“Cousin Marshall,” said the little girl, after listening a minute, “what are you doing at the window?”

“Hanging up an apron, my dear, to keep the morning sun off your face.”

“O, don’t do that! I don’t see much of the light now, and I like to feel the sun and know when it shines in.”

“Just as you like. But what are you folding your clothes under your head for? You shall have a pillow. O yes; I have a pillow—I’ll bring it.”

Sally nestled her head down upon it as if for comfortable repose, while her cousin went down to meditate on her concerns. It was settled between the husband and wife, that either Ned or Jane should be immediately taken home in Sally’s place, and that circumstances at the workhouse should determine which it should be.

Mrs. Marshall was wont to sleep as soundly as her toil and wholesome state of mind and conscience deserved; but this night she was disturbed by thoughts of the disclosure she must make in the morning. She scarcely closed her eyes while it was dark, and after it began to dawn, lay broad awake, watching the pink clouds that sailed past her little lattice, and planning how the washing, ironing, and preparing of Sally’s few clothes was to be done, in addition to the day’s business. Presently she thought she heard the noise of somebody stirring behind the little partition. She sat up and looked about her, thinking it might be one of the many children in the room; but they were all sound asleep in their wonted and divers postures. After repeated listenings, she softly rose to go and see what could ail Sally. She found her at the window; not, alas! watching the sunrise—for no sunrise should Sally ever more see—but drying her pillow in its first rays. The moment she perceived she was observed, she tossed the pillow into bed again, and scrambled after it; but it was too late to avoid explanation.

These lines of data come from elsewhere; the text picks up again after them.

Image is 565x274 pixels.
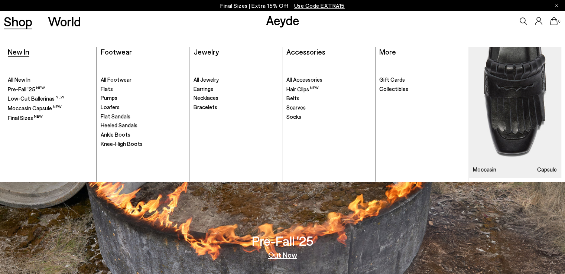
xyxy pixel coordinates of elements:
[8,95,64,102] span: Low-Cut Ballerinas
[468,47,561,177] img: Mobile_e6eede4d-78b8-4bd1-ae2a-4197e375e133_900x.jpg
[252,234,313,247] h3: Pre-Fall '25
[8,95,92,102] a: Low-Cut Ballerinas
[286,104,371,111] a: Scarves
[101,94,117,101] span: Pumps
[101,122,185,129] a: Heeled Sandals
[286,113,301,120] span: Socks
[286,95,299,101] span: Belts
[266,12,299,28] a: Aeyde
[537,167,556,172] h3: Capsule
[286,86,318,92] span: Hair Clips
[379,85,464,93] a: Collectibles
[8,86,45,92] span: Pre-Fall '25
[101,140,185,148] a: Knee-High Boots
[8,47,29,56] a: New In
[193,85,278,93] a: Earrings
[286,47,325,56] a: Accessories
[8,85,92,93] a: Pre-Fall '25
[193,94,278,102] a: Necklaces
[286,104,305,111] span: Scarves
[286,113,371,121] a: Socks
[379,47,396,56] a: More
[550,17,557,25] a: 0
[193,85,213,92] span: Earrings
[193,76,219,83] span: All Jewelry
[8,114,43,121] span: Final Sizes
[286,95,371,102] a: Belts
[101,113,185,120] a: Flat Sandals
[101,104,185,111] a: Loafers
[101,131,185,138] a: Ankle Boots
[220,1,344,10] p: Final Sizes | Extra 15% Off
[101,76,131,83] span: All Footwear
[101,85,185,93] a: Flats
[4,15,32,28] a: Shop
[286,85,371,93] a: Hair Clips
[8,104,92,112] a: Moccasin Capsule
[48,15,81,28] a: World
[101,47,132,56] a: Footwear
[557,19,561,23] span: 0
[193,104,278,111] a: Bracelets
[379,76,464,84] a: Gift Cards
[101,113,130,120] span: Flat Sandals
[8,114,92,122] a: Final Sizes
[8,76,92,84] a: All New In
[468,47,561,177] a: Moccasin Capsule
[101,104,120,110] span: Loafers
[286,76,322,83] span: All Accessories
[101,76,185,84] a: All Footwear
[101,122,137,128] span: Heeled Sandals
[193,94,218,101] span: Necklaces
[101,131,130,138] span: Ankle Boots
[193,104,217,110] span: Bracelets
[379,85,408,92] span: Collectibles
[8,105,62,111] span: Moccasin Capsule
[101,140,143,147] span: Knee-High Boots
[8,76,30,83] span: All New In
[193,76,278,84] a: All Jewelry
[294,2,344,9] span: Navigate to /collections/ss25-final-sizes
[101,94,185,102] a: Pumps
[101,85,113,92] span: Flats
[472,167,496,172] h3: Moccasin
[286,76,371,84] a: All Accessories
[268,251,297,258] a: Out Now
[193,47,219,56] a: Jewelry
[379,76,405,83] span: Gift Cards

“It grieves me to chide you, my dear,” said cousin Marshall; “but how should your eyes get better, if you take no more care of them? Here is your pillow wet through, wetter than it could have been if you had not been crying all night, and you are looking up at the flaring sky, instead of shutting your poor eyes in sleep.”

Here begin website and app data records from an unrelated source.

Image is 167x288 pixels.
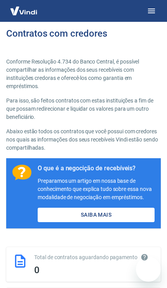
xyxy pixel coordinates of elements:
img: Ícone com um ponto de interrogação. [12,164,32,180]
h3: Contratos com credores [6,28,107,39]
a: Saiba Mais [38,208,155,222]
svg: Esses contratos não se referem à Vindi, mas sim a outras instituições. [141,253,149,261]
p: Para isso, são feitos contratos com estas instituições a fim de que possam redirecionar e liquida... [6,97,161,121]
div: 0 [34,264,155,275]
div: Total de contratos aguardando pagamento [34,253,155,261]
p: Conforme Resolução 4.734 do Banco Central, é possível compartilhar as informações dos seus recebí... [6,58,161,90]
p: Abaixo estão todos os contratos que você possui com credores nos quais as informações dos seus re... [6,127,161,152]
div: O que é a negocição de recebíveis? [38,164,155,172]
div: Preparamos um artigo em nossa base de conhecimento que explica tudo sobre essa nova modalidade de... [38,177,155,201]
iframe: Botão para abrir a janela de mensagens [136,257,161,281]
img: Vindi [6,3,41,19]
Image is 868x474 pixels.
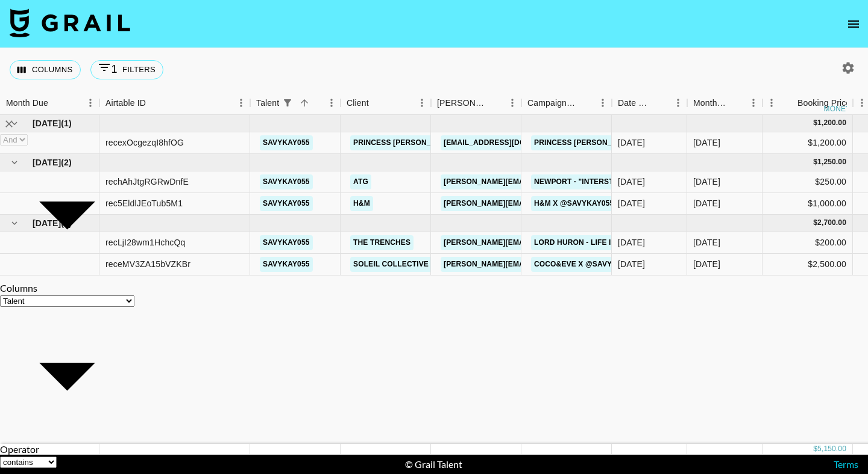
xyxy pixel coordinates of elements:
div: $ [813,157,817,167]
div: Talent [250,91,340,115]
a: savykay055 [260,136,313,151]
div: recLjI28wm1HchcQq [106,237,186,249]
button: Menu [593,94,612,112]
a: Coco&Eve x @savykay055 [531,257,642,272]
button: Sort [295,95,313,111]
button: Show filters [91,60,163,80]
div: Booker [431,91,521,115]
div: 6/13/2025 [618,175,645,188]
div: May '25 [693,136,720,149]
button: Sort [146,95,162,111]
a: Newport - "Interstate" [531,175,633,190]
div: $ [813,444,817,455]
div: $200.00 [762,232,852,254]
div: 8/11/2025 [618,259,645,270]
button: Menu [669,94,687,112]
a: [PERSON_NAME][EMAIL_ADDRESS][PERSON_NAME][DOMAIN_NAME] [440,257,699,272]
img: Grail Talent [10,8,130,37]
button: Sort [48,95,65,111]
div: Campaign (Type) [521,91,612,115]
a: [PERSON_NAME][EMAIL_ADDRESS][PERSON_NAME][DOMAIN_NAME] [440,196,699,211]
div: Month Due [687,91,762,115]
button: Menu [322,94,340,112]
span: 1 [112,60,117,80]
div: 2,700.00 [817,218,846,228]
div: $ [813,118,817,128]
button: Sort [486,95,503,111]
div: $1,000.00 [762,193,852,215]
button: Sort [781,95,797,111]
div: © Grail Talent [405,459,462,471]
a: savykay055 [260,175,313,190]
button: Select columns [10,60,81,80]
div: Month Due [6,91,48,115]
div: Client [346,91,369,115]
div: rec5EldlJEoTub5M1 [106,197,182,210]
div: receMV3ZA15bVZKBr [106,259,191,270]
div: Date Created [618,91,652,115]
div: Date Created [612,91,687,115]
button: Sort [577,95,593,111]
button: open drawer [841,12,866,36]
div: recexOcgezqI8hfOG [106,136,184,149]
button: Menu [82,94,99,112]
div: 1 active filter [279,95,295,111]
div: 5,150.00 [817,444,846,455]
div: $1,200.00 [762,132,852,154]
div: Month Due [693,91,727,115]
a: Princess [PERSON_NAME] x @savykay055 May '25 [531,136,732,151]
div: Booking Price [797,91,851,115]
div: 8/29/2025 [618,237,645,249]
button: Menu [744,94,762,112]
div: Campaign (Type) [527,91,577,115]
a: Soleil Collective LLC [350,257,448,272]
div: money [824,106,851,112]
div: Aug '25 [693,259,720,270]
button: Show filters [279,95,295,111]
div: $250.00 [762,171,852,193]
button: Menu [413,94,431,112]
div: Jun '25 [693,197,720,210]
button: Sort [369,95,385,111]
a: savykay055 [260,196,313,211]
a: Terms [833,459,858,470]
div: Airtable ID [99,91,250,115]
a: Lord Huron - Life is Strange [531,235,657,250]
a: [PERSON_NAME][EMAIL_ADDRESS][DOMAIN_NAME] [440,175,637,190]
div: 5/9/2025 [618,136,645,149]
a: The Trenches [350,235,414,250]
div: rechAhJtgRGRwDnfE [106,175,189,188]
div: $2,500.00 [762,254,852,276]
div: Jun '25 [693,175,720,188]
div: Talent [256,91,279,115]
div: 1,250.00 [817,157,846,167]
div: Aug '25 [693,237,720,249]
a: [EMAIL_ADDRESS][DOMAIN_NAME] [440,136,575,151]
button: Sort [652,95,669,111]
a: savykay055 [260,235,313,250]
button: Menu [503,94,521,112]
a: H&M [350,196,373,211]
a: Princess [PERSON_NAME] USA [350,136,475,151]
div: 6/19/2025 [618,197,645,210]
button: Sort [727,95,744,111]
a: savykay055 [260,257,313,272]
button: Menu [232,94,250,112]
a: [PERSON_NAME][EMAIL_ADDRESS][DOMAIN_NAME] [440,235,637,250]
div: $ [813,218,817,228]
div: Airtable ID [106,91,146,115]
div: 1,200.00 [817,118,846,128]
a: H&M x @savykay055 [531,196,617,211]
a: ATG [350,175,371,190]
div: [PERSON_NAME] [437,91,486,115]
div: Client [340,91,431,115]
button: Menu [762,94,781,112]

“If I sleep ever so sound, cousin, I always wake when the sun rises, and I try sometimes how much I can see of him. It was scarce a blink to-day; so you need not fear its making my eyes ache any more. They never will be tried with bright light again! It is little more than a month since I could see yon tiled roof glistening at sunrise, and now I can’t.”

“That is no rule, my dear; the sun has moved somewhat, so that we can’t see it strike straight upon it. That tiled roof looks blue to me now, and dull.”

“Does it indeed?” cried Sally, starting up. “However, that is no matter, cousin; for my eyes are certainly very bad, and soon I shall not be able to do anything.”